A prominent panel of 50 professional forecasters says the US economy is finally stabilizing and the recession should end by this fall. But for the second year in a row, they add, the economy will shrink with a cumulative decline that will give the nation the worst downturn since the last years of the Eisenhower administration.

The drag on the economy is no longer housing or consumer spending. Rather, it’s lagging business investment in inventories, construction, and purchases of equipment as profits have collapsed, say the economists who participated in the quarterly survey of the National Association for Business Economics (NABE).

In fact, despite recent signs in the past several weeks that the rate of decline in the economy is slowing, the economists have lowered their forecasts for the next several quarters compared with their last survey in February. But, despite the lower forecast, the panel expects the economy to start to grow this summer.

“The bad news is mostly behind us,” says Chris Varvares, president of St. Louis-based Macroeconomic Advisers and the president of NABE. “The good news is that the NABE panel expects economic growth to turn positive in the second half of this year, with the pace of job losses narrowing sharply over the remainder of this year and employment turning up in early 2010.”

Joblessness to approach 10 percent

But before the employment rate turns up, the jobless rate, now at 8.9 percent, will get worse, peaking at about 9.8 percent by year-end. That would be the highest rate since the recession of 1981-82, when it hit 10.8 percent. By the NABE estimate, a total of 4.5 million jobs will be lost this year.

Rising unemployment won’t be the only risk to the economy. The group is also concerned about further sharp declines in home values and a lack of improvement in credit conditions. These negative forces are major reasons the group expects that consumers will remain cautious – a feature they think has become a part of the culture at least for the next five years.

The main reason for any economic growth this year is Federal Reserve policy and rising government spending, according to Mr. Varvares.

“You have to credit the Fed and the Obama administration as recognizing we are on the edge of a deep hole and coming up with the appropriate policy response,” he says.

Few worries about inflation, so far

The economic forecasters expect that the Federal Reserve won’t have to worry about inflation in the coming year. Between the slack economy and the rising unemployment rate, the group anticipates core inflation – the inflation rate without food and energy – will come down to 1 percent by the fourth quarter of this year.

With the low inflation rate, the economists anticipate that interest rates will remain unchanged until next spring. At that point, the Fed will start to crank up interest rates from zero today to 1.25 percent. However, one-quarter of the economists expect the rates will be lower and one-quarter expect they will be higher.

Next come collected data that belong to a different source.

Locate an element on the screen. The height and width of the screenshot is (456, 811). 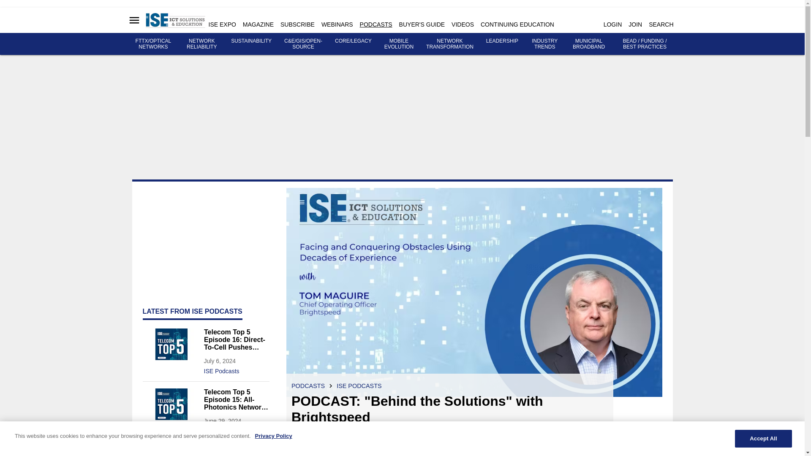
MOBILE EVOLUTION is located at coordinates (399, 44).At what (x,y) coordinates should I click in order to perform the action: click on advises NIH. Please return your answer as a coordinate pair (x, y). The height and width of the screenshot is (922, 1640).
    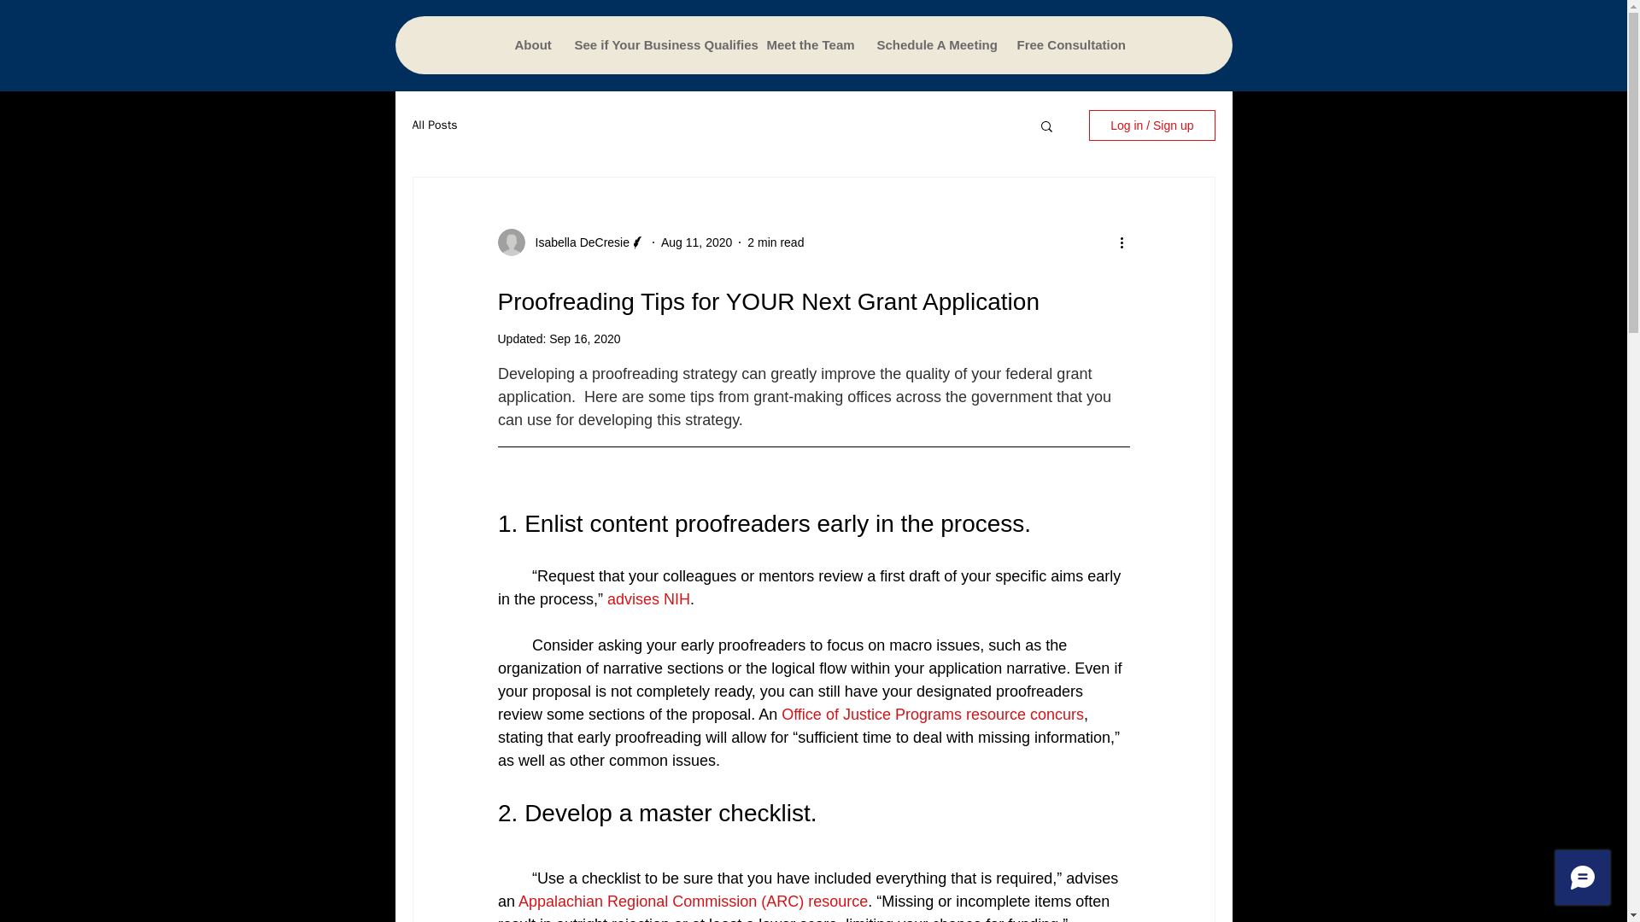
    Looking at the image, I should click on (648, 600).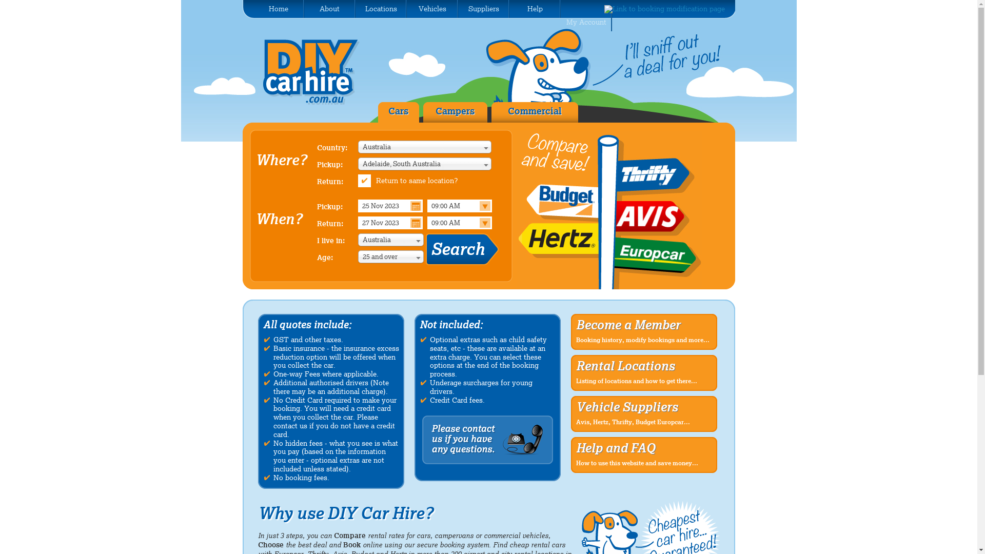 This screenshot has width=985, height=554. I want to click on Booking history, modify bookings and more..., so click(642, 340).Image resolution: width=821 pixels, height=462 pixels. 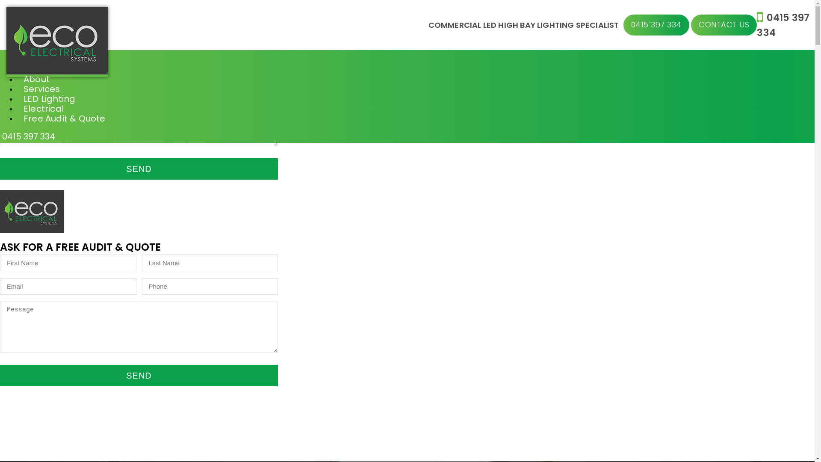 I want to click on 0415 397 334, so click(x=783, y=25).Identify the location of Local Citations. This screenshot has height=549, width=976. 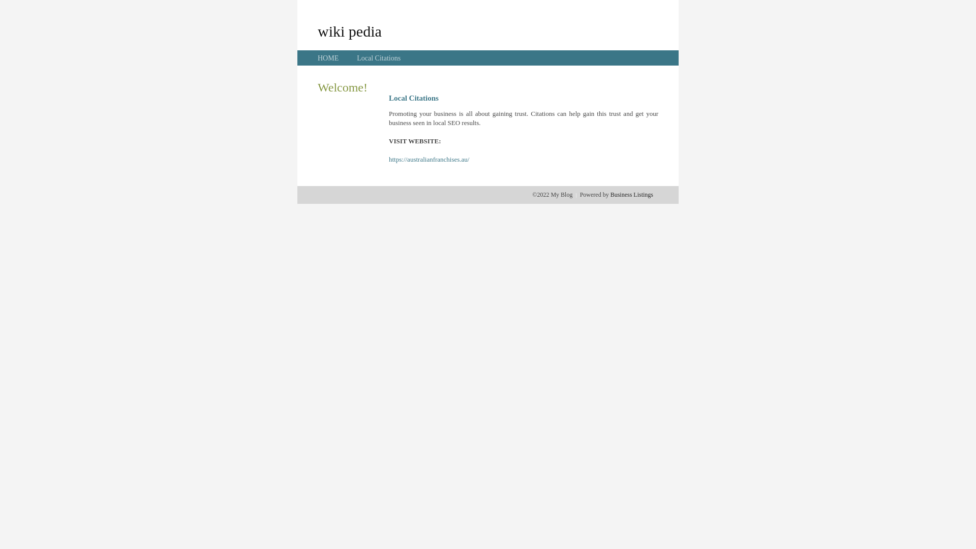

One major reason rates will start to rise: a better economy. The economy for the year will grow at a 2.7 percent rate on a fourth-quarter-to-fourth quarter basis. But this is down from the group’s forecast in February, when it anticipated the economy would grow by 3.1 percent next year. And the unemployment rate won’t decline by much, falling to 9.3 percent by the end of 2010. The bulk of the forecasters don’t expect the number of people working to surpass the 2007 peak until 2012 or 2013. The bulk of the forecasters don’t expect the total number of people working to surpass the 2007 peak in employment until 2012 or 2013.

The better economy will slowly help the housing market. The median forecast is for home prices to rise 1 percent in 2010. This would be in contrast to today, when housing prices are falling at a double-digit pace. Yet the forecast on housing is anything but sure – some 40 percent of the economists foresee house prices continuing to decline into 2010 or later.